Tag: Bunker Hill

  • September 20, 1775: War for Sale

    Cover art for September 20, 1775: Detail of Romans' illustration of the Battle at Charlestown (Bunker Hill).

    Calling Bernard Romans a “Renaissance Man” wouldn’t be far from the truth, given his various talents and the fact that folks from that era were much more like people from the Renaissance than they are from modern times.

    Romans was a surveyor, a naturalist, an artist and an author. He was also an entrepreneur, which is what put him on our radar for today. And he was a ship’s captain, which meant that he had a front-row seat to the War for Independence.

    It was his  “An Exact View of the Late Battle at Charlestown, June 17th, 1775,” which he sold through a classified ad in a Philadelphia newspaper, that gave him great commercial success. Although many were sold then, few copies exist today and they’re worth nearly $70,000 in good shape.

  • June 25, 1775: Peter Brown Saw It All

    Cover art for June 25, 1775: the gravestone of Peter and Olive Brown, in Lunenburg, Massachusetts. via Find-a-Grave.com.

    There are lots of times when historians have to pull a lot of small pieces together to get a decent picture of events. They use oddball clues such as artifacts in paintings to determine someone’s state of health, for instance. They have to take into account that published reports could be propaganda in nature.

    But once in a while, something turns up that was written more or less at the time it happened, and what’s more it was written by someone who doesn’t necessarily have an agenda.

    And in this case, nobody even knew it existed until a hundred years later. Exactly a hundred years later, in fact. A young soldier named Peter Brown wrote a letter to his mother just a few days after the Bunker Hill battle to tell her what happened. He spared few details and told a rather complete story of a couple of days’ worth of activity. And while he did mail the letter, and his mother did receive it, it mostly lay in family archives until 1875, when a descendant found it and realized that it might be important.

    If you’re interested in seeing the letter itself, or reading a transcription, it’s available at the Massachusetts Historical Society’s website.

  • June 17, 1775: The Battle at Bunker Hill

    Cover art for June 17, 1775: The Death of General Warren at the Battle of Bunker's Hill (detail) by John Trumbull, 1786.

    In the long run, the Battle at Bunker Hill Breed’s Hill was a tactical win for the British, but they incurred heavy losses and it took three tries to get that win.

    So why is it one of the battles that so many Americans seem to remember all these years later?

    We’re speculating here, but it’s possible that, between this battle and the ones at Lexington and Concord, the Colonial forces realized that this was a war that they could actually win: it wasn’t crazy at all to fight the British army. It almost didn’t matter that we didn’t win this one; the colonial militiamen could stand up against the British and force them to work much harder for their victories.

    There’s a scene in The Godfather, Part II in which Michael describes an incident he’d seen earlier in the day. He says he saw some Cuban rebels being rounded up by the soldiers, and one of them, rather than being taken prisoner, detontated a grenade on his person, taking a Captain of the Guard with him. From that he concluded that because the rebels weren’t getting paid to fight, they can actually win.

    That’s pretty much what happened here.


## The task
Copy every line of the data that contains the string "pixels".

## Records for this exercise
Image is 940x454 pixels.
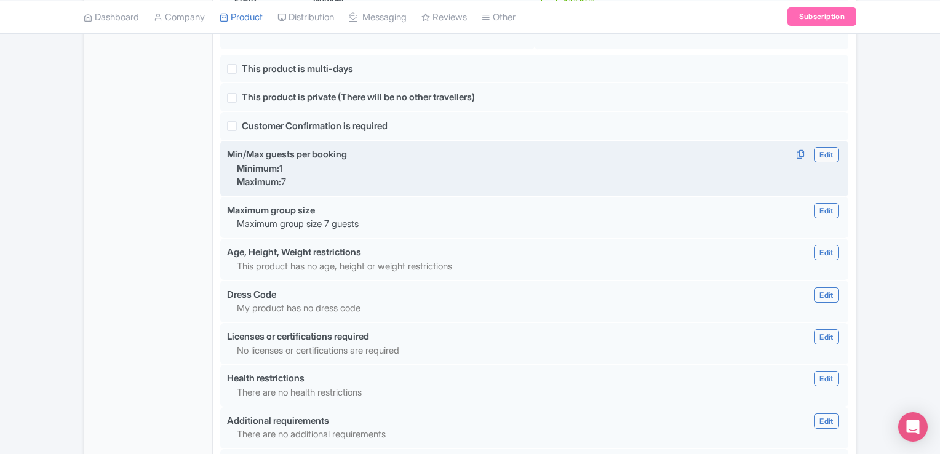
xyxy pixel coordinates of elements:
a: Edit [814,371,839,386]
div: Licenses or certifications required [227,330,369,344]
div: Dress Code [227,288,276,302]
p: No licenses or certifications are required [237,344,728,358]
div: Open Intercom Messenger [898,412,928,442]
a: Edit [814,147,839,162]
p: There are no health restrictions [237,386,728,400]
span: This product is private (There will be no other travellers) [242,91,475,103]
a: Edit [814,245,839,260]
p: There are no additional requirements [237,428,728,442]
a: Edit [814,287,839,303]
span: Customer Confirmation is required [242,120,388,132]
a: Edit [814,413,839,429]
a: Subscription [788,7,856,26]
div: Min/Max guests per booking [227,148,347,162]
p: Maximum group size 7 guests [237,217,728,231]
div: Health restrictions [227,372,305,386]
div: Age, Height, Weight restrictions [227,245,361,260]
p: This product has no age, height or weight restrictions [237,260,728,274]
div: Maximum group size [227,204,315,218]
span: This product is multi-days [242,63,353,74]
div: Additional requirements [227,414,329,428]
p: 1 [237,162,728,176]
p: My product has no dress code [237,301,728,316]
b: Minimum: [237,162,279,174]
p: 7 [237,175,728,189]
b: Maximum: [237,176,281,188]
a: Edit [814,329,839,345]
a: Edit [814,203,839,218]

==

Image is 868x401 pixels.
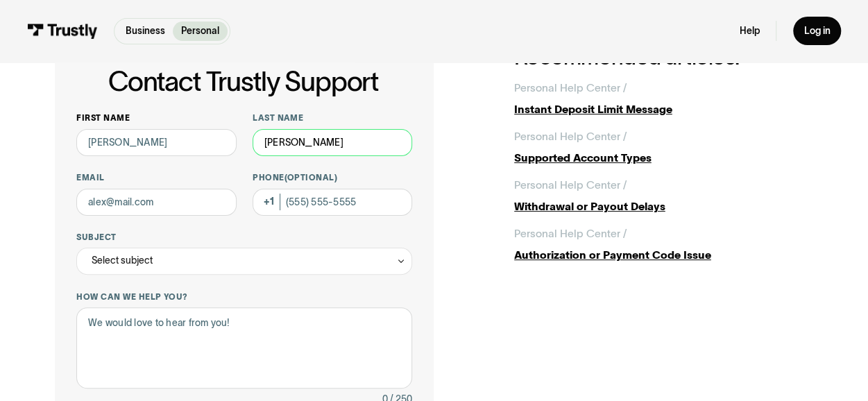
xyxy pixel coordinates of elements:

## Task solution
Image is 940x454 pixels.
Image is 868x401 pixels.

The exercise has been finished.